Robert McCrum on the phenomenon of English in use everywhere, which he terms "Globish":
"In September 2005, Jyllands Posten (the Jutland Post), a culturally influential Danish newspaper, published a sequence of satirical cartoons poking fun at the prophet Muhammad, which provoked riots in which 139 people died. Possibly the most bizarre response to the affair, which surfaced again in January 2010 with an assault on the home of the artist, Kurt Westergaard, was a protest by Muslim fundamentalists outside the Danish embassy in London. Chanting in English, the protesters carried placards with slogans such as "Vikings Beware!", "Butcher Those Who Mock Islam", "Freedom of Expression Go to Hell" and (my favourite) "Down with Free Speech".
"This collision of the Koran with Monty Python, or perhaps of the OED with the Islamic Jihad, was the moment at which I began to reflect on the dramatic shift in global self-expression (I didn't have a word for it then) that was now asserting itself in this crisis, through a world united by the internet. What more surreal – and telling – commentary on the anglicisation of the modern world could there be than a demonstration by devout Muslims, in London, exploiting an old English freedom, and expressing it in the English language, to demand the curbing of the libertarian tradition that actually legitimised their protest?"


REQUIREMENT: Your answer is one number: the count of lines below that hold the word "Austria".

THE DATA:
========================
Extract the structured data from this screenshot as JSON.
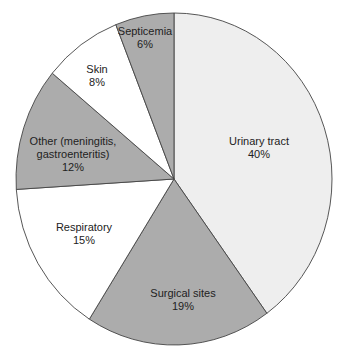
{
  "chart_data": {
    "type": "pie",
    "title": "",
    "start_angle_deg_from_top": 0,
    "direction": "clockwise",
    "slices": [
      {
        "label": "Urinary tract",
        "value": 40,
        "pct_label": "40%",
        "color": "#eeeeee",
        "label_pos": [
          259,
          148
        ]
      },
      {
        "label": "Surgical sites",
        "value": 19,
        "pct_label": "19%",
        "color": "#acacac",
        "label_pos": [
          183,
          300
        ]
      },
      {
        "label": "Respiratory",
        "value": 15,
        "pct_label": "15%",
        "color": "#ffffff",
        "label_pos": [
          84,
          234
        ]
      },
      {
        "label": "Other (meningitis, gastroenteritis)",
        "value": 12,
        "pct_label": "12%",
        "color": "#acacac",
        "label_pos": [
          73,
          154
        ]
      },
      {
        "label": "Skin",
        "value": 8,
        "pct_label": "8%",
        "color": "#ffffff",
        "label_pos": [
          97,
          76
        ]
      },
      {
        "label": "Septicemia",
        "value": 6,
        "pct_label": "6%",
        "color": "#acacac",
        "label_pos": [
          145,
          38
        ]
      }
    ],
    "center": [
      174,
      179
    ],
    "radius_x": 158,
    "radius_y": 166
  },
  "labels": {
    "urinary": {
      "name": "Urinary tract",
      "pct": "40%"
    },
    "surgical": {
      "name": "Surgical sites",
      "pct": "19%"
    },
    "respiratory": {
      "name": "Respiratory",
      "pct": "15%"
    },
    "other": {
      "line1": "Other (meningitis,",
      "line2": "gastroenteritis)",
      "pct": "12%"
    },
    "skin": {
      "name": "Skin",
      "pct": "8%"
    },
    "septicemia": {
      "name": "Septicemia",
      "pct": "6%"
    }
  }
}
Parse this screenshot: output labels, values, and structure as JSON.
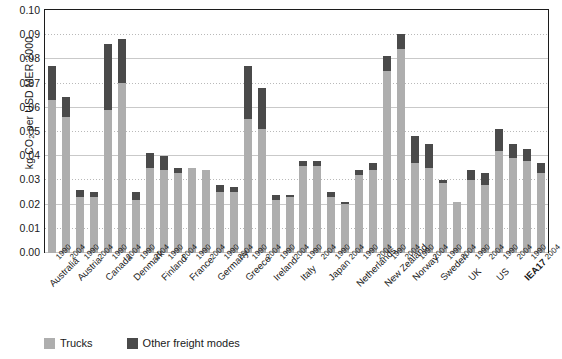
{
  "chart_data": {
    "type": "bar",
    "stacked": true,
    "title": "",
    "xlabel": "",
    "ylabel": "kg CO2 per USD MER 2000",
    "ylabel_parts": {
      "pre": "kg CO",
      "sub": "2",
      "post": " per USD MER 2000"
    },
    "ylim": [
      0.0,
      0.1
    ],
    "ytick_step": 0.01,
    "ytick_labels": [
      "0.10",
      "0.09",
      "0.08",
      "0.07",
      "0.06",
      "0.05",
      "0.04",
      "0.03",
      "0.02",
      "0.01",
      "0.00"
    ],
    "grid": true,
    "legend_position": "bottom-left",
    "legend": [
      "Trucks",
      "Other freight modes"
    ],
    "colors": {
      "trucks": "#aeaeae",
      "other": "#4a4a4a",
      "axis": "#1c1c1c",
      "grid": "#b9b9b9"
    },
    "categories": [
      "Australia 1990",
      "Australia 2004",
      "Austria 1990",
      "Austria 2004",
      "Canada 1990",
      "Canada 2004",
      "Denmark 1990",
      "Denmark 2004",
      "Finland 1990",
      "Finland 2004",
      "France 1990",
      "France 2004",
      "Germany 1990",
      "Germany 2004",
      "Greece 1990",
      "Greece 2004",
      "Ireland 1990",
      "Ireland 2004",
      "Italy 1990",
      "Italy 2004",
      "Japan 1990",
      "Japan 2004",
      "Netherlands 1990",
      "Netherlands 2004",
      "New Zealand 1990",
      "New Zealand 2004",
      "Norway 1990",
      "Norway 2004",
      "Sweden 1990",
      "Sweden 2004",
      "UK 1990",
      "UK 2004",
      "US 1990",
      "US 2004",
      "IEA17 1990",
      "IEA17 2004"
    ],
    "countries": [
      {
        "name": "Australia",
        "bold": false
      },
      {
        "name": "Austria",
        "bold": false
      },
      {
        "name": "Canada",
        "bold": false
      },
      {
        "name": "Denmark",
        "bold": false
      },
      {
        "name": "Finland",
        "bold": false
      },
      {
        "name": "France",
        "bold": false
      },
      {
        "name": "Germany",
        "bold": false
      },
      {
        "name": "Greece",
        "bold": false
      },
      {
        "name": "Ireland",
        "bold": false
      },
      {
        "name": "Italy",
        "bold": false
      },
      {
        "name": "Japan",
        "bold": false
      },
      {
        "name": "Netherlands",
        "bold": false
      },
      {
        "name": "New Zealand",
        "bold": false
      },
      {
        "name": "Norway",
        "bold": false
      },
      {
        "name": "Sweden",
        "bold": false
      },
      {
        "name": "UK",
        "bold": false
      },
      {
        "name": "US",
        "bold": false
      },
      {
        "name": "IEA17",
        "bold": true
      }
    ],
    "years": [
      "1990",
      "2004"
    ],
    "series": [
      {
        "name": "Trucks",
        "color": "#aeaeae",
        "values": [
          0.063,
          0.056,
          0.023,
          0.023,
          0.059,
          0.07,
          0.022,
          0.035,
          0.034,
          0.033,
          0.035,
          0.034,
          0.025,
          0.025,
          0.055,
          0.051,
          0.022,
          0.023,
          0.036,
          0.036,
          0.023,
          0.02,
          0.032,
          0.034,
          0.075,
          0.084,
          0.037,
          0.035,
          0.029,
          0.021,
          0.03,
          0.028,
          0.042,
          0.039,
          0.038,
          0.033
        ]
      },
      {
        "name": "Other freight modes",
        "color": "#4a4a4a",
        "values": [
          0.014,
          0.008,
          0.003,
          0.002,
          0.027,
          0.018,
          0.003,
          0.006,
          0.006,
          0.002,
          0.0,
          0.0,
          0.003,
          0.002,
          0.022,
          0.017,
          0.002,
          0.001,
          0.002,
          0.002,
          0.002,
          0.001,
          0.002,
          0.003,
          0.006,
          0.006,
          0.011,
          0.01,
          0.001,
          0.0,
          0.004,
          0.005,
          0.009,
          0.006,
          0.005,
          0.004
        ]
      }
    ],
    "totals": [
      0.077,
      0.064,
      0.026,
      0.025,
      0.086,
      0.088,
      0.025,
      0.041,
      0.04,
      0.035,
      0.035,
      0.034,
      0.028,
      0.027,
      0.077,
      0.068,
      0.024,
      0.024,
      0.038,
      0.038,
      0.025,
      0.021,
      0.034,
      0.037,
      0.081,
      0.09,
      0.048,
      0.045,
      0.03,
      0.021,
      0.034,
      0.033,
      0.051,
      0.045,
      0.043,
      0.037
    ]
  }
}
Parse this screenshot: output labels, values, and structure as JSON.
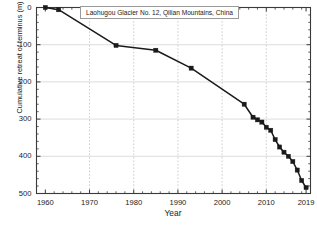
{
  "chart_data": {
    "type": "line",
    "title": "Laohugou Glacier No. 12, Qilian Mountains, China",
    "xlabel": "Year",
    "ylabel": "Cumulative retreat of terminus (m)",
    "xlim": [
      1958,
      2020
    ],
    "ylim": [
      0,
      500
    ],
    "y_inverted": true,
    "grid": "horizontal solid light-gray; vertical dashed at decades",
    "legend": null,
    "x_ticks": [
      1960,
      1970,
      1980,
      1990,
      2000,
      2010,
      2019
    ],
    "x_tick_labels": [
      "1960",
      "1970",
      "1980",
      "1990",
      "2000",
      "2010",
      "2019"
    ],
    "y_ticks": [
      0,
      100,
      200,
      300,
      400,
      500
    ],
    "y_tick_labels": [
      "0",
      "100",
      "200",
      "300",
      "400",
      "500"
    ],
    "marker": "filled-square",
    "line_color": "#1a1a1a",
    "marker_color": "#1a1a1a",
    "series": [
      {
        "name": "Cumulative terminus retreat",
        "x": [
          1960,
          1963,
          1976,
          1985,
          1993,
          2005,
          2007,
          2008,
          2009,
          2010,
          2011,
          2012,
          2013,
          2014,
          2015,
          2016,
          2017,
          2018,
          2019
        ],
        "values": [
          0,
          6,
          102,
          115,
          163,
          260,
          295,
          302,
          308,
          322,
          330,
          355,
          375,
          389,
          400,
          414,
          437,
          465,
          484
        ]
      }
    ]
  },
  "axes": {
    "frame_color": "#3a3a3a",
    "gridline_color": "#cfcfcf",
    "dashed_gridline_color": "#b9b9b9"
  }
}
========================
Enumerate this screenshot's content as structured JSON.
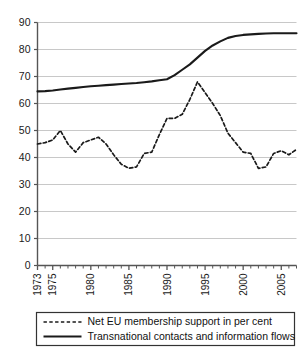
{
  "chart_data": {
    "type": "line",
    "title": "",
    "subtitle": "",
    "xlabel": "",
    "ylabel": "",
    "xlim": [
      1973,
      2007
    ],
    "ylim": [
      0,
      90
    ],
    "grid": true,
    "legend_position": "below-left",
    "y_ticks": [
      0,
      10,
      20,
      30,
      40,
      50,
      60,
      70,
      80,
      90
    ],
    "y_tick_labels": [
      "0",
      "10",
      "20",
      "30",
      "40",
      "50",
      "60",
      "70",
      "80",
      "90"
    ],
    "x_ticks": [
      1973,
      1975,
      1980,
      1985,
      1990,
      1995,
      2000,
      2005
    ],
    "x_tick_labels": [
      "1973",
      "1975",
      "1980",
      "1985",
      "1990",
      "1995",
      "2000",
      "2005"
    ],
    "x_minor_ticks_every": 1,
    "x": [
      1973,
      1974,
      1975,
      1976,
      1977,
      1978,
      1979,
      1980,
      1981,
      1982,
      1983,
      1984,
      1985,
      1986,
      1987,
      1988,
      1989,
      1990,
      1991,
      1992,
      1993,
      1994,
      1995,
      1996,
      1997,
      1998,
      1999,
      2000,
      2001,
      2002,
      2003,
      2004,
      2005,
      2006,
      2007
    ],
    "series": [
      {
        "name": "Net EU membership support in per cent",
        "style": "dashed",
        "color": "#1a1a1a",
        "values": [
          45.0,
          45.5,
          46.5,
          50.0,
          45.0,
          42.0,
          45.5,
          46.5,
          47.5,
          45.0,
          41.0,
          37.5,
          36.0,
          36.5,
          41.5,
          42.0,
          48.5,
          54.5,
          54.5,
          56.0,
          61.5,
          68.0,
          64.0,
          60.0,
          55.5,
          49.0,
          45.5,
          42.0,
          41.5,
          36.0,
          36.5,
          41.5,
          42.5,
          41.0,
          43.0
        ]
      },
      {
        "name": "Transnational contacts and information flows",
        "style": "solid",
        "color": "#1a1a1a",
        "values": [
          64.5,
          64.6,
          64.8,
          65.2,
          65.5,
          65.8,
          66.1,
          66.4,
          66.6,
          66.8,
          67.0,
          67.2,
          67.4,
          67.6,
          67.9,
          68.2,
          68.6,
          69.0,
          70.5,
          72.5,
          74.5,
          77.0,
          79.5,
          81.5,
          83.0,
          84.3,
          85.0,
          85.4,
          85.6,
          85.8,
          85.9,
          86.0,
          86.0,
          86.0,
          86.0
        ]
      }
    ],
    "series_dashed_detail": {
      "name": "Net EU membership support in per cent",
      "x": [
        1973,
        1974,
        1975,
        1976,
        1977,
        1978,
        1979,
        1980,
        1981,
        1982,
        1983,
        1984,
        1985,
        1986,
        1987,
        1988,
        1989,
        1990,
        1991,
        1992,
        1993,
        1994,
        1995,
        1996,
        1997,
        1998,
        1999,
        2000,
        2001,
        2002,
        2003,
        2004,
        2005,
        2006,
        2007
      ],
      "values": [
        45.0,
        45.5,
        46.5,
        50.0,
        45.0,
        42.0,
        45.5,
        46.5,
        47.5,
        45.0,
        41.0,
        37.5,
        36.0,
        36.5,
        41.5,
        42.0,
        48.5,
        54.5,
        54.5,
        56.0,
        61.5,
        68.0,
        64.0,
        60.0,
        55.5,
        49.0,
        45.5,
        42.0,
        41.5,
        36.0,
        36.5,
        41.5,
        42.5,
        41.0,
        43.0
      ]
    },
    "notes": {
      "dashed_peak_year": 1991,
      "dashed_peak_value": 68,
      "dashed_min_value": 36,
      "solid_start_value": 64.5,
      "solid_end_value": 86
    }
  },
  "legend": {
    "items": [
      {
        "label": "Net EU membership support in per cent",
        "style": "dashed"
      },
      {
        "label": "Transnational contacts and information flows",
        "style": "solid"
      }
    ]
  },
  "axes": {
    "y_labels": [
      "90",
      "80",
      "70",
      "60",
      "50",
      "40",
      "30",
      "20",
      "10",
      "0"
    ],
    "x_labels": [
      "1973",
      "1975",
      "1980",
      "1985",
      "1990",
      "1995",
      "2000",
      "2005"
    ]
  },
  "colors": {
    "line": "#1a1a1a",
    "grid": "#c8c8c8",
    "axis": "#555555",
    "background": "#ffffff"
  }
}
========================
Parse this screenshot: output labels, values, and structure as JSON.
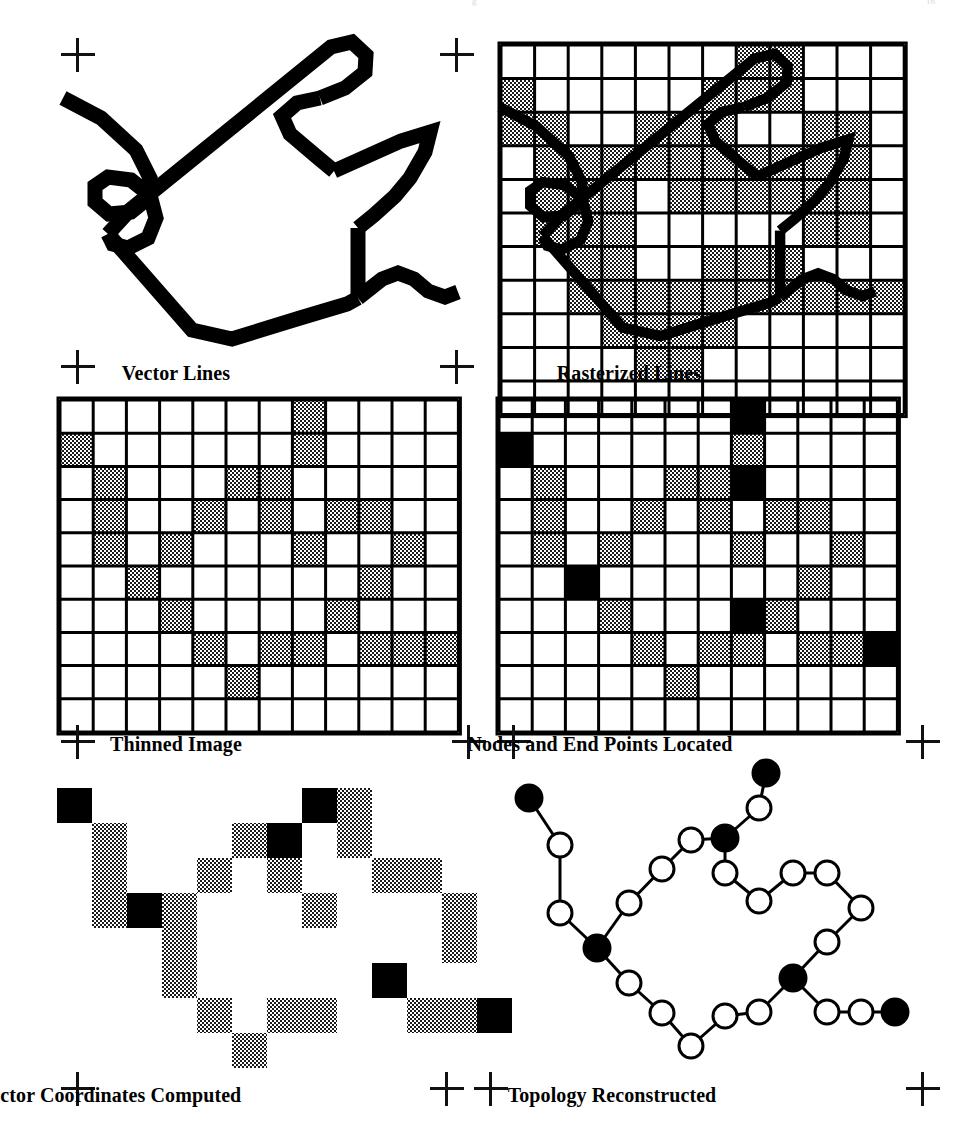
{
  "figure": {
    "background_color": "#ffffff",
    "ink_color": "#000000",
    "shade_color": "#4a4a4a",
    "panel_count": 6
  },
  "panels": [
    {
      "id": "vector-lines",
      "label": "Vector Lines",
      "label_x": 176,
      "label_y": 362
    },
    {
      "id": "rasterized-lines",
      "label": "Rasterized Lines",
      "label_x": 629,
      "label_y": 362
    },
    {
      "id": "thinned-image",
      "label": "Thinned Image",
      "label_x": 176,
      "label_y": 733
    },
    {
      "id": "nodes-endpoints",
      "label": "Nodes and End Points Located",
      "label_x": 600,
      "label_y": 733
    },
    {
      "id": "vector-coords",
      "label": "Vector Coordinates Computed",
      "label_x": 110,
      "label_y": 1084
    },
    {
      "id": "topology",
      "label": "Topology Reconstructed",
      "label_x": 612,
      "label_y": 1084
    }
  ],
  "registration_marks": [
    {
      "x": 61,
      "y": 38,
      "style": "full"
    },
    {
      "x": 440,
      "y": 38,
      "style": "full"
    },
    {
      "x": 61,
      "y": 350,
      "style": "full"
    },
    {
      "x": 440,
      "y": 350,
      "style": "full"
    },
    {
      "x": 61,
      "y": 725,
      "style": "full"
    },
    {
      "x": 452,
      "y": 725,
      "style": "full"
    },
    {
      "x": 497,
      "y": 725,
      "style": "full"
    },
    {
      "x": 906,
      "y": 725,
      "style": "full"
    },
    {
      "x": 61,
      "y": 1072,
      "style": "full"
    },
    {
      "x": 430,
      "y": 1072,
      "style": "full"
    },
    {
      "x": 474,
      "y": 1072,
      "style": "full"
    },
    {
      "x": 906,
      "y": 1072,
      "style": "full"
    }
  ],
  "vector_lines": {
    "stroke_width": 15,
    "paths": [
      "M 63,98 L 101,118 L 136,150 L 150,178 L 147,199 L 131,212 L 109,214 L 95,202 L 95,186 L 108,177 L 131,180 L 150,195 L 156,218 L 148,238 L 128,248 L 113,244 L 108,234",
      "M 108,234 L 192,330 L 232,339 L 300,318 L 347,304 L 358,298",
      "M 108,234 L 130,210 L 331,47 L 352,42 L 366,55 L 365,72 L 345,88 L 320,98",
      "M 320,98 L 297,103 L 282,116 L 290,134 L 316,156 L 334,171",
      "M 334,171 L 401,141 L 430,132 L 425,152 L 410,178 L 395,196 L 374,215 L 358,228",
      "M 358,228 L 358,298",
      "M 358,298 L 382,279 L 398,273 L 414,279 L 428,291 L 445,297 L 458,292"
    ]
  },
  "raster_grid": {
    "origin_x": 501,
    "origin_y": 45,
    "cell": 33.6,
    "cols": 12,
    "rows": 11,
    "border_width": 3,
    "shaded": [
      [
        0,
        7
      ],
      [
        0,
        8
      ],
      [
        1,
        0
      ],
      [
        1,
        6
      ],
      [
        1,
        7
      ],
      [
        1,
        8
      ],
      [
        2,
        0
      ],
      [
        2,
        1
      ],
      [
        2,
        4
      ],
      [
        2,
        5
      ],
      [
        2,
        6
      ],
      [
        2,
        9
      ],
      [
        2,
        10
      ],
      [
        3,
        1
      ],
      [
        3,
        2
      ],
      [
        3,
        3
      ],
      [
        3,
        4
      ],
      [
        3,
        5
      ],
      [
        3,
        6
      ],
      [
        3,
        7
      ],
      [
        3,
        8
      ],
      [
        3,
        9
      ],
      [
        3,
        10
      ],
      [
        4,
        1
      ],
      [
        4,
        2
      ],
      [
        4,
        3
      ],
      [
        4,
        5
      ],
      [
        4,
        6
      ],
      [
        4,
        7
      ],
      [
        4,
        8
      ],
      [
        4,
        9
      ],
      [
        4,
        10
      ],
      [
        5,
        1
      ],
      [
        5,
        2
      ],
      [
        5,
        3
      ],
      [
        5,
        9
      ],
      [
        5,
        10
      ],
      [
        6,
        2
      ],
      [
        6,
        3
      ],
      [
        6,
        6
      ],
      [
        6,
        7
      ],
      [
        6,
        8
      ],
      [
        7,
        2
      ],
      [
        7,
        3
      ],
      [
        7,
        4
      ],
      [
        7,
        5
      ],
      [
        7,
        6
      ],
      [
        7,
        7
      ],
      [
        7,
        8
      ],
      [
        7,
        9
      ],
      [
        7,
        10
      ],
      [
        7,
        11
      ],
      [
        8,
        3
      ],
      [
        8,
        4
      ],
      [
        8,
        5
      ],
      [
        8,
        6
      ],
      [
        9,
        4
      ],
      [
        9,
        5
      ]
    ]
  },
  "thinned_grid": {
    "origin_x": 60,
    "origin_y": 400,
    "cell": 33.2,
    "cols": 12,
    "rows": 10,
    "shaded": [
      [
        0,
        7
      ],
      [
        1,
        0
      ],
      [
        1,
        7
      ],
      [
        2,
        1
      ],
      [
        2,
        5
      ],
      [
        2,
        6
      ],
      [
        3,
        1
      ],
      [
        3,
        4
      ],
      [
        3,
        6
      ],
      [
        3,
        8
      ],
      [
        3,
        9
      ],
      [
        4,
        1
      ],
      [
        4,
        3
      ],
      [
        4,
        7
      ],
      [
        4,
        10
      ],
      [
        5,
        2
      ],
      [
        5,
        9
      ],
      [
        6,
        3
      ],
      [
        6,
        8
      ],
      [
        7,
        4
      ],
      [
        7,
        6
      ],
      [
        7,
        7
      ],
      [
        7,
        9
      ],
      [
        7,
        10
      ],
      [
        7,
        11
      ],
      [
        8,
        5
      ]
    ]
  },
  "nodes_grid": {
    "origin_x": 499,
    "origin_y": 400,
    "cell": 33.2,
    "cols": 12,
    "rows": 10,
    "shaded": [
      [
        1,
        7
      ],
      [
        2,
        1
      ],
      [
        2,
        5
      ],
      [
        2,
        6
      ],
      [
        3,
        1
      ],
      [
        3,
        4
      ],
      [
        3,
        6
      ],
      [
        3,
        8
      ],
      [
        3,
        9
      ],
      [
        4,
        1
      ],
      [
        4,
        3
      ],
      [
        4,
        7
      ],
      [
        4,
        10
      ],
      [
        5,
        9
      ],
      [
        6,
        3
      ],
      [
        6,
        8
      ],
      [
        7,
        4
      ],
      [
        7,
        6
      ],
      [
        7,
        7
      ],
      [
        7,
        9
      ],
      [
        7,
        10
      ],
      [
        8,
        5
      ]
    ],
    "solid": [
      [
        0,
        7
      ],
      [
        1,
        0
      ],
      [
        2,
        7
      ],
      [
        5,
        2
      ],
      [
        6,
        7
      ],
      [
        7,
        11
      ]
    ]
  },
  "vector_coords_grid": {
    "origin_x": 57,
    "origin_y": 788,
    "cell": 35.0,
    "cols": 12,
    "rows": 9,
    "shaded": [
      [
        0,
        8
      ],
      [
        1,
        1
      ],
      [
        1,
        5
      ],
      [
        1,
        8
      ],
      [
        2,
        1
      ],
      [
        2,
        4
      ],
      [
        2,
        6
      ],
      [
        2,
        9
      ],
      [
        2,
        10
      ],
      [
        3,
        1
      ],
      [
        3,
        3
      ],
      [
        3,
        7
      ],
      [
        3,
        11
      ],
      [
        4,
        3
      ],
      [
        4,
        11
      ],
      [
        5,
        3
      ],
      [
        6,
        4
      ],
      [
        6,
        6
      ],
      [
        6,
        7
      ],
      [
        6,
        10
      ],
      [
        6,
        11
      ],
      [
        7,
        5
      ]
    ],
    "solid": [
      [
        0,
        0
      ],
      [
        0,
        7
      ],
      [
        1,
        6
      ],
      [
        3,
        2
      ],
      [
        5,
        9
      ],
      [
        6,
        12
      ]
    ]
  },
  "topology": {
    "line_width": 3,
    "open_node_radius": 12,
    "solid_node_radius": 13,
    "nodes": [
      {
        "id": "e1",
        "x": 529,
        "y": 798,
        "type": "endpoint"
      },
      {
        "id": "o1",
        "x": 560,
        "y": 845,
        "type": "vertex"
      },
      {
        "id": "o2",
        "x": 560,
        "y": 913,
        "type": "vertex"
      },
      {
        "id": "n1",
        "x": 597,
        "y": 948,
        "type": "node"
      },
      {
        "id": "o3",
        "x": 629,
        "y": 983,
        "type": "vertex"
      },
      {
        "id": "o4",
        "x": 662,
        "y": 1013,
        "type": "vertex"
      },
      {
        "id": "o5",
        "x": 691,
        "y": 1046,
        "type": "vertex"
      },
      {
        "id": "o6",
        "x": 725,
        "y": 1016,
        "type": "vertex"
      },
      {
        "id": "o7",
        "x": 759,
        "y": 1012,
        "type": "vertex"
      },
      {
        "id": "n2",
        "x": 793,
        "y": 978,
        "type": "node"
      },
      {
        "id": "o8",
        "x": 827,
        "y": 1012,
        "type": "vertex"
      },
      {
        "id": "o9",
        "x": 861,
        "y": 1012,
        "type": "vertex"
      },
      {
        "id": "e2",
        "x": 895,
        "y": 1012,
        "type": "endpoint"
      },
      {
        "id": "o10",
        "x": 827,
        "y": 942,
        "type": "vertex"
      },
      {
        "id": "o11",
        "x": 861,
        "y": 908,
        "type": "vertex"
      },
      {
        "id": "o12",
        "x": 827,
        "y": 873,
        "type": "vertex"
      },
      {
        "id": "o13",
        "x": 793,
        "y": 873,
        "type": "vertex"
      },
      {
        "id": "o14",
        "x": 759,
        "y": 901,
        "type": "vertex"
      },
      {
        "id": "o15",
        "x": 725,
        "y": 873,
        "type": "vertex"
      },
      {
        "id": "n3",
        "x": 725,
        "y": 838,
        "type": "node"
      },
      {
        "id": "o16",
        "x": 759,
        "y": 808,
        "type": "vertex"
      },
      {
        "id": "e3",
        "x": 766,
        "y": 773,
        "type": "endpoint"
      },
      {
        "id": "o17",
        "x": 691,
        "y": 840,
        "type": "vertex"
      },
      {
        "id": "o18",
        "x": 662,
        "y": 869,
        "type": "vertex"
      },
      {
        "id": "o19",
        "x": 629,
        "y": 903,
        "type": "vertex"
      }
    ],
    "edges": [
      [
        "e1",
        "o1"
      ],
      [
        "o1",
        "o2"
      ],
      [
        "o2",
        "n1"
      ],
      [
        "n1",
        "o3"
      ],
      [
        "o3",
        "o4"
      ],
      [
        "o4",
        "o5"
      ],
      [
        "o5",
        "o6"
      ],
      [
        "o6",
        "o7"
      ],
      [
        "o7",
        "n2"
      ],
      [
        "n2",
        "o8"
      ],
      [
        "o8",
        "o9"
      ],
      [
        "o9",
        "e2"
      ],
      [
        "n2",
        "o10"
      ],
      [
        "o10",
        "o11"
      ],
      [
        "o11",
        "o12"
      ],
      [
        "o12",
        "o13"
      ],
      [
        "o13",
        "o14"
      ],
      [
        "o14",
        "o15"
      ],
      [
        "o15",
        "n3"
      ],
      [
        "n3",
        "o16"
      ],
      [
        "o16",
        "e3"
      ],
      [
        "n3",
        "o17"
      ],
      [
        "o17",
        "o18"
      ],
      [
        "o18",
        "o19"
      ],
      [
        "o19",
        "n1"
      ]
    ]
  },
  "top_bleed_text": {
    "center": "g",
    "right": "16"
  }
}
========================
SOLUTION TO THIS TASK: 3